Social Debt and Reciprocity
The Brother-in-Law Choice also strengthens social debt. Every job given to an in-law or neighbour creates a future obligation. This structure is not transactional in the Western sense. It is reciprocal. You extend opportunity today because you may need support tomorrow.
Anthropologists refer to this as moral economy. It is a system where community stability depends on the exchange of favours, labour, and goodwill.
Nigeria’s cultural fabric is woven with this reciprocity. A job given to a relative becomes part of a long chain of obligations, helping preserve family cohesion and social stability.
When Obligation Overpowers Merit
There is a tension inside the Brother-in-Law Choice. It reinforces community but can reduce quality. Bad work is often tolerated to protect harmony. Many small businesses struggle because they cannot fire employees they are related to.
Yet even here, Nigerians often choose harmony over optimisation. The trade-off is emotional stability. The work may be imperfect, but the relationship remains intact.
In interviews conducted during a UNILAG Department of Sociology study (2022), entrepreneurs confessed to maintaining underperforming relatives because the social consequences of disengaging them felt heavier than the economic consequences of keeping them.
This is the cost of communal cohesion.
Businesses Run on Hidden Networks
The Brother-in-Law Choice reveals how Nigerian businesses truly operate. Formal processes exist, but beneath them lie networks of loyalty. An office administrator chooses a caterer whose younger brother attends her church. A procurement officer calls his cousin’s printing press. A manager assigns part of a project to her in-law’s SME.
These networks determine hiring, procurement, referrals, and vendor selection.
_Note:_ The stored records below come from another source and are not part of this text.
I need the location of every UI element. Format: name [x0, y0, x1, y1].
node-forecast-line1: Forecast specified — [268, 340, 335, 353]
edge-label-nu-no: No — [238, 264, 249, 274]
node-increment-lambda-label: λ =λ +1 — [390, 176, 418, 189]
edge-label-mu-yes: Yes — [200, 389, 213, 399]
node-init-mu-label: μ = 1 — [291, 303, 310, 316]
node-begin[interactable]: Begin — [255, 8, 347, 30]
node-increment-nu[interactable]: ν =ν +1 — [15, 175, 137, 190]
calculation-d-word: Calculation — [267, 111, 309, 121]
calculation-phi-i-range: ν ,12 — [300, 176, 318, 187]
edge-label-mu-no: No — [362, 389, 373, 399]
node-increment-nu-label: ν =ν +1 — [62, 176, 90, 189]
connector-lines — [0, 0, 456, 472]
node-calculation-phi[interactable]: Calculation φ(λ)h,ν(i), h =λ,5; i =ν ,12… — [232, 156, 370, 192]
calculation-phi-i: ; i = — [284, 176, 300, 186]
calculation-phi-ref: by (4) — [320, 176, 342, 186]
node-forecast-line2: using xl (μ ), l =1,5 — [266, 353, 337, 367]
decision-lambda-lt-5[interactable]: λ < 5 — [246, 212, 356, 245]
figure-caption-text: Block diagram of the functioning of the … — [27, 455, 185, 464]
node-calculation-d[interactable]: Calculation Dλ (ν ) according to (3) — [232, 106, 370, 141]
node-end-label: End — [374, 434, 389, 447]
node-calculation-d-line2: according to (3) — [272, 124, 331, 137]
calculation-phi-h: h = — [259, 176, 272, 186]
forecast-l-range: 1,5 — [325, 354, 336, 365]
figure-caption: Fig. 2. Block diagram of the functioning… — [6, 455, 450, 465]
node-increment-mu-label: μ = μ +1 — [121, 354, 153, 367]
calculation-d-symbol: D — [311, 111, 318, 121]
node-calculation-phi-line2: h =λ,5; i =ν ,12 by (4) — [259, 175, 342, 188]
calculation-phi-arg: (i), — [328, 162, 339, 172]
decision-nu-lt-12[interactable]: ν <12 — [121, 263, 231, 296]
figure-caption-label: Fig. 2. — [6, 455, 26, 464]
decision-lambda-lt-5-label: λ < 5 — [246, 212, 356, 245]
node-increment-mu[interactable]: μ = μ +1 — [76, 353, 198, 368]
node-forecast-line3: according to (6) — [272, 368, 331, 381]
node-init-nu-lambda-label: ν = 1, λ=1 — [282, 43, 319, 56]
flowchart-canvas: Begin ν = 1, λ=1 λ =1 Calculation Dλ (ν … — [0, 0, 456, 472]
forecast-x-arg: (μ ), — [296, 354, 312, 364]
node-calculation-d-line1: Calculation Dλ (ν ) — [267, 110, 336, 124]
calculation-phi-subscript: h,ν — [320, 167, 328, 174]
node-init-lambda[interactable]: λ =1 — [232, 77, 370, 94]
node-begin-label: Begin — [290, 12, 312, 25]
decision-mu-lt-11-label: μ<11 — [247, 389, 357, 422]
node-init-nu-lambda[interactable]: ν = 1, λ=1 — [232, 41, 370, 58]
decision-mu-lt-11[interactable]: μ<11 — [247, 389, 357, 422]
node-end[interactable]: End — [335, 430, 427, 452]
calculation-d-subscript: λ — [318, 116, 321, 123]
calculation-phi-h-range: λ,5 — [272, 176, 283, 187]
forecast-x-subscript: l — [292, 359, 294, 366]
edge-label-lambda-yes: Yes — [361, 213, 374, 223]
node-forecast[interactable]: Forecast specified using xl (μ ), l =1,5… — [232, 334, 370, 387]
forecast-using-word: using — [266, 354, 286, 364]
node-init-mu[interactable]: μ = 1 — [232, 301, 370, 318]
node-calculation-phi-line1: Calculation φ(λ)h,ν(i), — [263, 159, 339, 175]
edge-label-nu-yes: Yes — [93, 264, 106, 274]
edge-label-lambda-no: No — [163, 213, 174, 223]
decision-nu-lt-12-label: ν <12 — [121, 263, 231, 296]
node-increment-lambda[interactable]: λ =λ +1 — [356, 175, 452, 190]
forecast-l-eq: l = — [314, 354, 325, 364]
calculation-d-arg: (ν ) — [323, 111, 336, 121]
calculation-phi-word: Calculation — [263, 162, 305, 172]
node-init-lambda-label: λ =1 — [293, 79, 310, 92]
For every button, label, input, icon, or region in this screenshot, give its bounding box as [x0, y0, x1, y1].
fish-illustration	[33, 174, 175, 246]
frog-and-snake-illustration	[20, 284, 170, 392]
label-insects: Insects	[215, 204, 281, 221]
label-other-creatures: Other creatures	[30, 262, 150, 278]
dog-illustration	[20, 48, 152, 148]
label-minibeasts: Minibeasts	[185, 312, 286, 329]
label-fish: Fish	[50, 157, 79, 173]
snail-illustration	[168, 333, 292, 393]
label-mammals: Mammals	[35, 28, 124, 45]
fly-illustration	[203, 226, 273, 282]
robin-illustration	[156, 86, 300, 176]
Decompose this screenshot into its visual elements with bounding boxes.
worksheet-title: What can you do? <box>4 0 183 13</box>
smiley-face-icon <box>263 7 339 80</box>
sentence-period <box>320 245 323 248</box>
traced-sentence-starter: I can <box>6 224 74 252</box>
Understanding them allows businesses to design strategies that respect social dynamics rather than fight them.
Business Implications
1. Acknowledge relational ecosystems. Nigerian decision making often flows through kinship networks, not only through corporate evaluation. Sellers should understand the emotional map around a buyer.
2. Build pseudo-kinship. Brands that create community through loyalty programmes, personal service, and relationship-led communication can mirror the feeling of family reliability.
3. Reduce fear of failure. Clear guarantees, transparent processes, and dependable after-sales service lower the psychological stakes of hiring strangers.
4. Offer hybrid trust. Combine formal professionalism with warmth, familiarity, and human touch so buyers feel emotionally safe.
5. Respect social reciprocity. Never underestimate the power of gifts, check-ins, and long-term goodwill. They integrate brands into the user’s relational circle.
Conclusion
The Brother-in-Law Choice is not a flaw in Nigerian consumer behaviour. It is a rational response to an unpredictable environment. When institutions feel unreliable, relationships become infrastructure. When guarantees feel weak, kinship becomes insurance.
People trust people they can call during emergencies. People hire familiarity because familiarity carries accountability.
The Brother-in-Law Choice is how Nigerians create a sense of reliability in a system that rarely guarantees it.